Nikki de Saint-Phalle and Frida Khalo.

Why associate these two women artists who at first glance have nothing to do with each other?

Different territories, different nationalities, different artistic movements, different eras...

And yet, for me they come together in the same evocation. That of a certain expressive power, that of the pink color and the pattern.

Bruised body, overcoming physical suffering through creation. We generally know the work but also the destiny of Frida Kahlo well. Thanks to her very recognizable pictorial style since she used the form of the self-portrait extensively. But also because of her narrative choices: a figurative art which depicts the traumas she endured. We know almost everything about her. The illness which immobilizes and handicaps him for life. The terrible accident which ravaged her privacy condemned her to months of corseted convalescence. Resilience too: she will be a powerful seductress who finds healing through art.

Thus her face, her look, her style have left a strong mark on the panorama of female artistic creation. She has become an icon of feminism. His style is analyzed, taken up, dissected, confers the recent exhibition at the Palais Galliera dedicated to his very particular universe.

This identity is also largely overexploited, even co-opted. We find Frida Kahlo's face, her first name, on t-shirts, mugs, posters, bags. It seems to me that his work is losing impact by being so varied. His nieces are fighting to try to recover the rights to his image, sold years ago to a businessman.

But after all, perhaps she would find it appropriate, she who made her own image the medium of her creation. its colorful and hypnotic style a feminist statement. Perhaps she would appreciate being transformed into a pop-culture icon in this way.

Nikki de Saint-Phalle is more confidential, less known to the general public. And yet, many people were able to come across one of his sculptures one day: giant girls, flamboyant colors, exuberant and phantasmagorical creatures.

Nikki de Saint-Phalle could also be an icon of feminism. She shares with Frida Kahlo a certain community of destiny. A lovely young woman, she begins a career as a model and is hospitalized for depression. She underwent months of electroshock treatment in a psychiatric hospital which left her with serious after-effects and also suffered until her death from pulmonary problems, due to the polystyrene dust and microparticles inhaled during her first years of creation while she was plastic sculptor. She would later reveal that she had been a victim of incest during her adolescence.

Creation is also a medium of resilience for her. She explores the inner twists and turns of femininity, reveals them to the eye or sublimates them with creative rage. A literal rage at times, as in his famous shooting performances. An anger appeased and glorified to others, as with the era of triumphant and magnificent girls.

Presenting to the public ravaged, gutted, decadent but also glorious and oversized women, dominating the entire world with their size and shape.

In these two women, there is this transfirguation of the traumas of their intimacy which touches me. Terrible ordeals, felt in their flesh, which they overcome and shape like a material, making their femininity triumph in some way through color and pattern: floral, geometric, explosive and fascinating.

My creations inspired by these two women make a lot of room for pink or the choice of prints that evoke their palette. Thus the Nikki dress and the Indian pink Cléo skirt come directly from my readings and observations of their work.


Work required
Within the listing below, tally the lines where the word "gray" appears, and answer with nothing but the tally.

Material for this exercise
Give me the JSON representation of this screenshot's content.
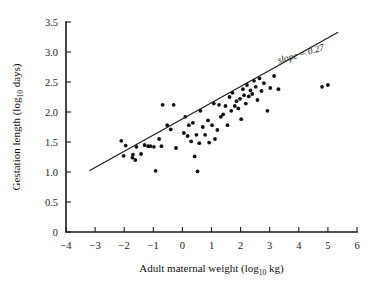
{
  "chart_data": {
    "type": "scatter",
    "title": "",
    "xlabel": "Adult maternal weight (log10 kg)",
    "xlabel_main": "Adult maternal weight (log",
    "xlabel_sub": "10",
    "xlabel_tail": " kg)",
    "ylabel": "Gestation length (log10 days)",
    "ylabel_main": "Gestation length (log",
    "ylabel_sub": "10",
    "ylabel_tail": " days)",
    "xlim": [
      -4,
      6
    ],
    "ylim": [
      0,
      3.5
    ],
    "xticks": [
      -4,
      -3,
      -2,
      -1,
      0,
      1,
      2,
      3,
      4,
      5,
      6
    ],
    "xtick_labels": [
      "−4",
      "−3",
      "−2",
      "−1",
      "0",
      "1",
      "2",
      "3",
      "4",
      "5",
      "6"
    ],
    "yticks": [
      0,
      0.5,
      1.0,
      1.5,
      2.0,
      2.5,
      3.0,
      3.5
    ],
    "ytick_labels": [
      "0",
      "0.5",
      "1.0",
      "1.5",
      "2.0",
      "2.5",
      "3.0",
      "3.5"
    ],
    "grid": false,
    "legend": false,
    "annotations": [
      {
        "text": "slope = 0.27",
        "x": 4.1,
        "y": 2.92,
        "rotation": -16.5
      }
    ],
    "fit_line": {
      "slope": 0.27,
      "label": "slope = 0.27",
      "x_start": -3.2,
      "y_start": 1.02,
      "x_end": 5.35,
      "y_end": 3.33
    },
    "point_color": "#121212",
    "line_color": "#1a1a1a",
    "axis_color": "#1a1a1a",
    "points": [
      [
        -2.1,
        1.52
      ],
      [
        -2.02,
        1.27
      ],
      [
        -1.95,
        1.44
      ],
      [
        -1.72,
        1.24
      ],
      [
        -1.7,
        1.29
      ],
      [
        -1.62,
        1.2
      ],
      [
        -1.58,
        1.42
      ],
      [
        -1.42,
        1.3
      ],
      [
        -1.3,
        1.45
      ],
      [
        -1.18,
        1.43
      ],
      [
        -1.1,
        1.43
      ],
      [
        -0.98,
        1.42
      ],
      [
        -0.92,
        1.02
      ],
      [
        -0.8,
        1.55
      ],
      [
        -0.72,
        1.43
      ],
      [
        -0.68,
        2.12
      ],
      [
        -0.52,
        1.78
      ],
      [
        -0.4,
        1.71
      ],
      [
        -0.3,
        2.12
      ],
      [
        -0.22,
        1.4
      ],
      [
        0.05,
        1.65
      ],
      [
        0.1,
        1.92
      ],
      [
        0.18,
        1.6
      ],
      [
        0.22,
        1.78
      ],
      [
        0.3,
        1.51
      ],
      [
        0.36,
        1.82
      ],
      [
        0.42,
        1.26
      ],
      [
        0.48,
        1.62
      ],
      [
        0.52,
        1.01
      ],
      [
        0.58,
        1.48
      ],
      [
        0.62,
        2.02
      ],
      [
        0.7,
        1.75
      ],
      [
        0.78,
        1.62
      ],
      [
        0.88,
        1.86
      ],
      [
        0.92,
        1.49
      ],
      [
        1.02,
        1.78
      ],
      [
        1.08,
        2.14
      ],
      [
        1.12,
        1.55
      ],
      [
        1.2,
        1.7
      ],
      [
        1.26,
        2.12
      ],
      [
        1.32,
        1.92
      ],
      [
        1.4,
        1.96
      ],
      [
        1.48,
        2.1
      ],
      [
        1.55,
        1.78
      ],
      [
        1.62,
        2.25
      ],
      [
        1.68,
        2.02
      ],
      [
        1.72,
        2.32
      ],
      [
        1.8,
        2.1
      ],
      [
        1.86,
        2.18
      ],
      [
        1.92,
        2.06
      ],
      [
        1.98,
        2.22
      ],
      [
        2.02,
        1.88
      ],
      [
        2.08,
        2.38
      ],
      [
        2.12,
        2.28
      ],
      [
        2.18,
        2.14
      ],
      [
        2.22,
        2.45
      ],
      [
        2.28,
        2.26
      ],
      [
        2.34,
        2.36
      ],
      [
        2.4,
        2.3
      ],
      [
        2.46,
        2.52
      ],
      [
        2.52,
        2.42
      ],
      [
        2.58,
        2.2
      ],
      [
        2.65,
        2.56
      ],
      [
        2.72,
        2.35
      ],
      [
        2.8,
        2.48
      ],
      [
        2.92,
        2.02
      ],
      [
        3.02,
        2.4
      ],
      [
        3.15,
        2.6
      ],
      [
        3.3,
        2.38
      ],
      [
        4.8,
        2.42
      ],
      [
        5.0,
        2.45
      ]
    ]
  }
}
--
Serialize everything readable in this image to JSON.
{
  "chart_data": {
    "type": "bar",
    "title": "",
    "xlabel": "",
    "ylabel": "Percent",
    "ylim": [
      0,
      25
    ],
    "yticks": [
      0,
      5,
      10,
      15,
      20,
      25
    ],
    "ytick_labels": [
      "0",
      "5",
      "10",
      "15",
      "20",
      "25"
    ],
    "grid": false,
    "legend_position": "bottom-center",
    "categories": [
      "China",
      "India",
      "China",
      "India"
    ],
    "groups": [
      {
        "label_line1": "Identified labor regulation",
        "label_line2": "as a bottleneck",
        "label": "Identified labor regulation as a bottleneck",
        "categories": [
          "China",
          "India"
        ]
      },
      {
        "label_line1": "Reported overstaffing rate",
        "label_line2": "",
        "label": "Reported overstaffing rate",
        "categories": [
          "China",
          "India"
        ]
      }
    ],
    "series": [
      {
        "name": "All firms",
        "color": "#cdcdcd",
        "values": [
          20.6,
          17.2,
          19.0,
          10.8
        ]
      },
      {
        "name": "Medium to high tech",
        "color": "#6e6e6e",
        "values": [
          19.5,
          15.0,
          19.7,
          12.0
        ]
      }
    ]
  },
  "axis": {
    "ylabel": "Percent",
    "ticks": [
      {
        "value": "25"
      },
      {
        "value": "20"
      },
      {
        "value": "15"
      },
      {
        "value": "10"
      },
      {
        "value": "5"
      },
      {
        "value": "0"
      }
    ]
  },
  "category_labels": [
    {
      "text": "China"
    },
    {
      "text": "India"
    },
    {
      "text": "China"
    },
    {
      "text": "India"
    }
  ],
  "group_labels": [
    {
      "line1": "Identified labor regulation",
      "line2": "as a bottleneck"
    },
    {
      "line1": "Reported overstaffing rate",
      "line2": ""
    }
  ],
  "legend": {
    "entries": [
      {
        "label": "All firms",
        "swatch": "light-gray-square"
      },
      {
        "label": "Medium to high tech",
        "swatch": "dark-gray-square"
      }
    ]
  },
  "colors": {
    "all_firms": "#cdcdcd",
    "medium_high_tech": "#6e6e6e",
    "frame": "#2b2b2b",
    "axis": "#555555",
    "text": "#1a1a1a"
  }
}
* * *
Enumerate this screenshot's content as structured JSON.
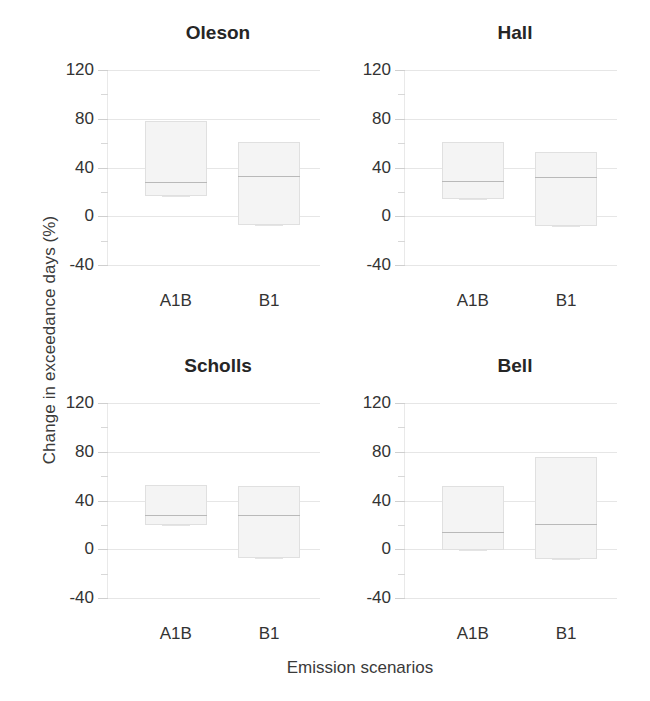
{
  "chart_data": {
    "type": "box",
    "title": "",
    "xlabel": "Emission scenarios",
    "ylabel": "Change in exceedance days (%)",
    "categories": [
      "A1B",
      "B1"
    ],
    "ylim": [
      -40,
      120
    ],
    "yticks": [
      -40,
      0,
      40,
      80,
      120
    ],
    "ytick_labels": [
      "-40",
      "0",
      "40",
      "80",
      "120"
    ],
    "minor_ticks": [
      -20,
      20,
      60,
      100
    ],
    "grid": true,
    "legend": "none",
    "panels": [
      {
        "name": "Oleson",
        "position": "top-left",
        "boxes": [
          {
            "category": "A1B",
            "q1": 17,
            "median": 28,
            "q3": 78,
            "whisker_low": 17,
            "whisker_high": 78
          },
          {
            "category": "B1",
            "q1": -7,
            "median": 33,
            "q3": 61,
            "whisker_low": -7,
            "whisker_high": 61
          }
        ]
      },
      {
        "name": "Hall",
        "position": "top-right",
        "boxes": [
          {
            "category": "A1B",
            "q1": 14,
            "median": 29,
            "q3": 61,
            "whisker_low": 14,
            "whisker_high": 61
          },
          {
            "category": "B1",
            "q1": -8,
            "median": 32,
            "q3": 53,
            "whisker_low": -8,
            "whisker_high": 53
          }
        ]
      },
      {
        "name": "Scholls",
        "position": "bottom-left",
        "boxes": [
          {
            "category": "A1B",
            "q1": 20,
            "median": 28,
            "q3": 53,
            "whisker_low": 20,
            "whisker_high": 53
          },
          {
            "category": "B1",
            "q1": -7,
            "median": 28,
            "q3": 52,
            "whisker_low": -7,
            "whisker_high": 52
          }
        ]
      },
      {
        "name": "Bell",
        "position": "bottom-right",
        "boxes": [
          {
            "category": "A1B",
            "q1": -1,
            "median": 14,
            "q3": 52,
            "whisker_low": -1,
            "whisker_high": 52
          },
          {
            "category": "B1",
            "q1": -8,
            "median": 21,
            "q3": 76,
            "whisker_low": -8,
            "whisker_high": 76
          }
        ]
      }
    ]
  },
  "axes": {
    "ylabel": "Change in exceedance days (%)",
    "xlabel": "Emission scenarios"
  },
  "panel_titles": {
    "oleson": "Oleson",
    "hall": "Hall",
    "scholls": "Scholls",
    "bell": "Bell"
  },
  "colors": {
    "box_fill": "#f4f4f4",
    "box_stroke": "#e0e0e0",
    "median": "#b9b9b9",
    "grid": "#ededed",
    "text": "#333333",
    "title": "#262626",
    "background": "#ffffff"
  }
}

Solution for this exercise
2